Carnegie Mellon University (CMU) engineers have developed SketchCAD, software that enables engineers to design new products by sketching ideas on a tablet computer. "The idea is to empower engineers and designers with tools that are already familiar to them and are the most natural for the task," says CMU professor Levent Burak Kara. SketchCAD is a pen-based computer system that can be used to design three-dimensional products. Kara says the program gives engineers more freedom to be creative, and has a shorter learning curve for use. CMU researchers say the software already is being used by Honda to design new cars, and they say it could eventually be used by physicians for planning surgeries, or by professors to teach basic engineering design methods. The researchers also are developing another software system called SimuSketch that can recognize and simulate engineers' hand-drawn diagrams and mechanical systems. SimuSketch enables engineers to quickly implement their ideas as diagrammatic sketches and test their feasibility in real-time simulations. Kara says the software could significantly enhance engineering by allowing users to design and analyze complex engineered system using only sketches.

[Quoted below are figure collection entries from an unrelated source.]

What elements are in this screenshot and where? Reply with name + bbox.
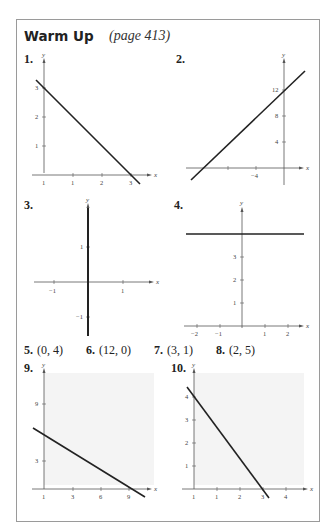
- answers-row: 5.(0, 4) 6.(12, 0) 7.(3, 1) 8.(2, 5): [24, 343, 275, 358]
- line-y-equals-x-plus-12: [191, 71, 305, 180]
- answer-7: 7.(3, 1): [154, 343, 193, 358]
- svg-text:9: 9: [127, 493, 130, 500]
- svg-text:x: x: [305, 322, 310, 330]
- page-reference: (page 413): [109, 28, 170, 44]
- svg-text:3: 3: [261, 493, 264, 500]
- svg-text:12: 12: [272, 86, 279, 93]
- svg-text:2: 2: [286, 330, 289, 337]
- svg-text:3: 3: [233, 253, 236, 260]
- svg-text:3: 3: [71, 493, 74, 500]
- svg-text:9: 9: [35, 400, 38, 407]
- line-y-equals-neg-x-plus-3: [36, 80, 140, 184]
- svg-text:−2: −2: [191, 330, 198, 337]
- svg-text:6: 6: [99, 493, 103, 500]
- svg-text:3: 3: [129, 179, 132, 186]
- svg-text:1: 1: [233, 299, 236, 306]
- svg-text:3: 3: [185, 416, 188, 423]
- graph-2: y x −4 4 8 12: [180, 55, 310, 190]
- svg-text:3: 3: [35, 457, 38, 464]
- svg-text:1: 1: [121, 287, 124, 294]
- svg-text:x: x: [155, 278, 160, 286]
- svg-text:1: 1: [215, 493, 218, 500]
- graph-3: y x −1 1 1 −1: [30, 200, 160, 340]
- answer-6: 6.(12, 0): [86, 343, 131, 358]
- section-title: Warm Up: [24, 28, 94, 44]
- graph-9: y x 3 6 9 1 3 9: [30, 365, 160, 505]
- svg-text:−4: −4: [251, 172, 259, 179]
- shaded-region: [194, 373, 304, 485]
- svg-text:1: 1: [71, 179, 74, 186]
- svg-text:1: 1: [185, 462, 188, 469]
- svg-text:4: 4: [185, 393, 189, 400]
- svg-text:x: x: [309, 485, 314, 493]
- svg-text:1: 1: [42, 179, 45, 186]
- svg-text:2: 2: [35, 113, 38, 120]
- graph-4: y x −2 −1 1 2 1 2 3: [180, 200, 315, 340]
- svg-text:2: 2: [238, 493, 241, 500]
- svg-text:1: 1: [42, 493, 45, 500]
- answer-8: 8.(2, 5): [216, 343, 255, 358]
- answer-5: 5.(0, 4): [24, 343, 63, 358]
- svg-text:2: 2: [185, 439, 188, 446]
- svg-text:y: y: [239, 199, 244, 207]
- graph-1: y x 1 2 3 1 1 2 3: [30, 55, 160, 190]
- svg-text:2: 2: [100, 179, 103, 186]
- svg-text:8: 8: [275, 112, 278, 119]
- svg-text:1: 1: [263, 330, 266, 337]
- svg-text:4: 4: [275, 138, 279, 145]
- svg-text:−1: −1: [215, 330, 222, 337]
- svg-text:1: 1: [35, 142, 38, 149]
- svg-text:−1: −1: [49, 287, 56, 294]
- svg-text:2: 2: [233, 276, 236, 283]
- svg-text:−1: −1: [76, 313, 83, 320]
- graph-10: y x 1 2 3 4 1 1 2 3 4: [180, 365, 315, 505]
- svg-text:x: x: [305, 164, 310, 172]
- svg-text:1: 1: [80, 243, 83, 250]
- svg-text:x: x: [153, 485, 158, 493]
- svg-text:4: 4: [284, 493, 288, 500]
- x-axis-label: x: [153, 171, 158, 179]
- svg-text:3: 3: [35, 84, 38, 91]
- svg-text:1: 1: [192, 493, 195, 500]
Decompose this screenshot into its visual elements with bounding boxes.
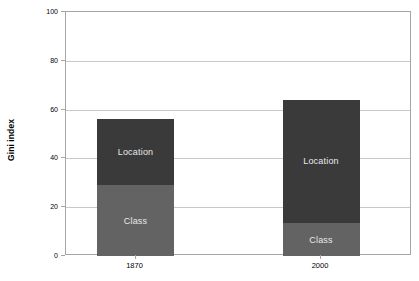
bar-segment-location-2000: Location — [283, 100, 360, 223]
bar-segment-location-1870: Location — [97, 119, 174, 185]
bar-segment-class-2000: Class — [283, 223, 360, 256]
y-axis-title: Gini index — [6, 80, 16, 200]
x-tick-label-2000: 2000 — [275, 261, 365, 270]
stacked-bar-chart: Gini index 020406080100 ClassLocationCla… — [0, 0, 419, 281]
gridline — [66, 61, 410, 62]
x-tick-mark — [320, 255, 321, 259]
y-tick-mark — [61, 255, 65, 256]
x-tick-mark — [135, 255, 136, 259]
x-tick-label-1870: 1870 — [90, 261, 180, 270]
y-tick-label: 0 — [12, 252, 58, 259]
bar-segment-label: Location — [118, 147, 154, 157]
y-tick-label: 40 — [12, 154, 58, 161]
y-tick-label: 60 — [12, 105, 58, 112]
bar-segment-label: Location — [303, 156, 339, 166]
bar-segment-label: Class — [124, 216, 148, 226]
plot-area: ClassLocationClassLocation — [65, 11, 411, 255]
y-tick-label: 20 — [12, 203, 58, 210]
y-tick-label: 80 — [12, 56, 58, 63]
bar-segment-class-1870: Class — [97, 185, 174, 256]
y-tick-label: 100 — [12, 8, 58, 15]
bar-segment-label: Class — [309, 235, 333, 245]
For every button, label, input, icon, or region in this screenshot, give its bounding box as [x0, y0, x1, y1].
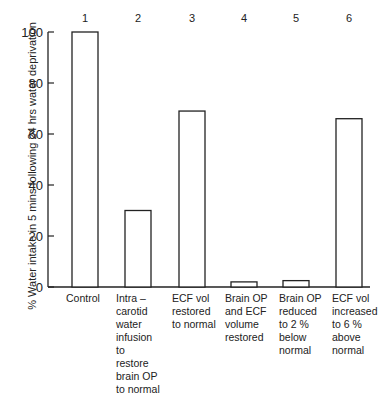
y-axis-label: % Water intake in 5 mins following 24 hr…	[26, 16, 38, 316]
bar	[336, 119, 362, 287]
bar	[283, 281, 309, 287]
category-label: Brain OP reduced to 2 % below normal	[279, 292, 322, 357]
category-label: Intra – carotid water infusion to restor…	[116, 292, 160, 396]
bar-number: 6	[346, 12, 352, 24]
bar-number: 4	[241, 12, 247, 24]
bar-number: 5	[293, 12, 299, 24]
bar	[179, 111, 205, 287]
bar	[125, 211, 151, 288]
bar-number: 2	[135, 12, 141, 24]
bar-number: 1	[82, 12, 88, 24]
bar-number: 3	[189, 12, 195, 24]
category-label: ECF vol restored to normal	[172, 292, 216, 331]
category-label: Control	[66, 292, 100, 305]
bar	[231, 282, 257, 287]
bar	[72, 32, 98, 287]
category-label: Brain OP and ECF volume restored	[225, 292, 268, 344]
category-label: ECF vol increased to 6 % above normal	[332, 292, 378, 357]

Digital Communication Technology Helps Clear Path to Personalized Therapies
Burnham Institute for Medical Research (01/09/09) Baxt, Josh

Researchers at the Burnham Institute for Medical Research have demonstrated that digital communications algorithms can be used to identify effective multi-drug treatments. A stack sequential algorithm, originally developed for digital communications, has been used by scientists to find optimal drug combinations. The algorithm can be used to integrate information from a variety of sources, including biological measurements and model simulations. Combination therapies can be effective treatments in diseases such as cancer and hypertension, but it is difficult to find effective combinations using only trial and error, says study leader Giovanni Paternostro. Current methods for finding effective combination therapies involve extensive testing, and the ever-expanding possibilities eliminate the option for exploring large combinations. In the study, a small subset of the possible drug combinations identified by using the algorithm was tested in two biological model systems. One system explored improving the physiological decline associated with aging in fruit flies, and the other tested for the selective killing of cancer cells. In both systems, effective drug combinations were found by combining the algorithm with biological tests.


Let the Cracking Begin
Government Computer News (01/12/09) Jackson, William

Analysts have started the process of testing new Secure Hash Algorithm (SHA) candidates for flaws as part of the first round of the National Institute of Standards and Technology's (NIST's) competition to select the next government standard for cryptographic tools. So far, three of the initial 51 submissions have been eliminated. NIST's Bill Burr says there are probably more than three or four more broken algorithms that have not been withdrawn from consideration yet. The winning submission will become SHA-3, and will augment and eventually replace the algorithms currently specified in Federal Information Processing Standard 180-2, which uses SHA-1 and SHA-2. Officials decided to create a competition to design SHA-3 in 2007 after weaknesses were discovered in the existing algorithms. The final selection of a new standard is expected to take place in 2012. Candidates for SHA-3 must be publicly disclosed and available without royalties, work on a wide variety of hardware and software platforms, and support 224-, 256-, and 512-bit encryption. NIST will hold several public workshops to continue to narrow the field, and expects to reduce the number of submissions to 15 by late summer, with the final five being selected in 2010.